Chest pains and all other sorts of aches have been pretty common in my life, considering the miles I rack up every year, carrying cameras that, depending on how they’re rigged out, weigh between 7 and 26 pounds or so. Why, just a couple weeks before I was chatting with a woman I know who runs up mountains for fun and we were remarking how nice it is to be in great shape at the end of the hiking season. I felt great. 

But there’s also been a few tragedies in the past year, namely the death of coach and friend Billy Sapa at age 53 from heart issues. I am 56.

So I made a doctor’s appointment, told him about the chest pain and he gave me an electrocardiogram.
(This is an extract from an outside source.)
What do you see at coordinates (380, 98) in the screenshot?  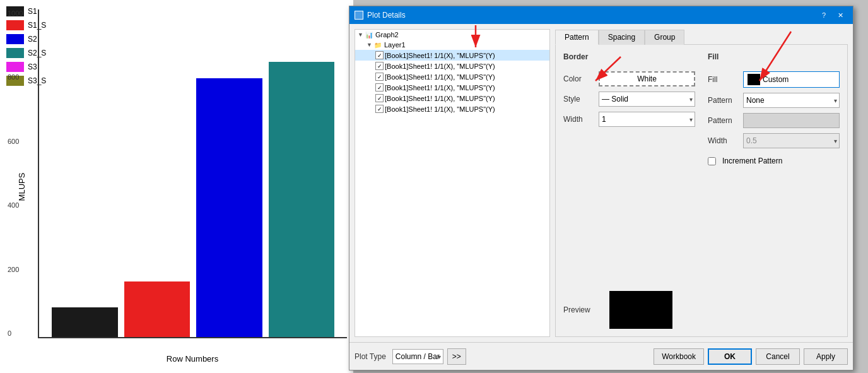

“Is the pain going down your arm?” he asked.

“It is,” I said.

“Well that’s not good,” he said.

He noticed a little “inverted T” in my EKG and sent me off for a stress, test, where you walk, then run, on a treadmill.

Failed that.

One doc who was at the stress test wanted me to go into the hospital that night, but I told them there were a lot of people in the world and one less crabby editor wouldn’t change the direction of the sun, so I walked out.

But I eventually came around, saw a cardiologist and last week had a heart catheter, where lo and behold, they found a big old blockage in an artery and a few other concerning ones as well. Apparently the only reason I’m even writing this is because other, smaller, arteries are pulling double duty. Gotta like that.

I could feel sorry for myself, I suppose, but there are people dying everyday in place likes Ukraine and Israel and Gaza under way worse circumstances. One gruesome story sticks in my mind of a journalist who was covering the Gaza War and he was hit by ordnance that twisted his broken leg around so his foot was on backwards. Somehow he managed to walk back to his apartment.

In the near future I will have coronary artery bypass surgery and with any luck the good surgeons at Logan Health  will patch me up and I’ll be back on the trail by this summer, hoping not to get rolled by a grizzly bear just like everyone else.

I guess I’m telling you all this as a warning to anyone who is in shape and has chest pain: Get it checked out. It’s probably nothing. But it might be something.

There’s a few more places I’d like to see before the ticker gives up the ghost for good. And if it doesn’t work out? Well, I’ve seen many, many things most people haven’t and will leave this mortal existence with few regrets.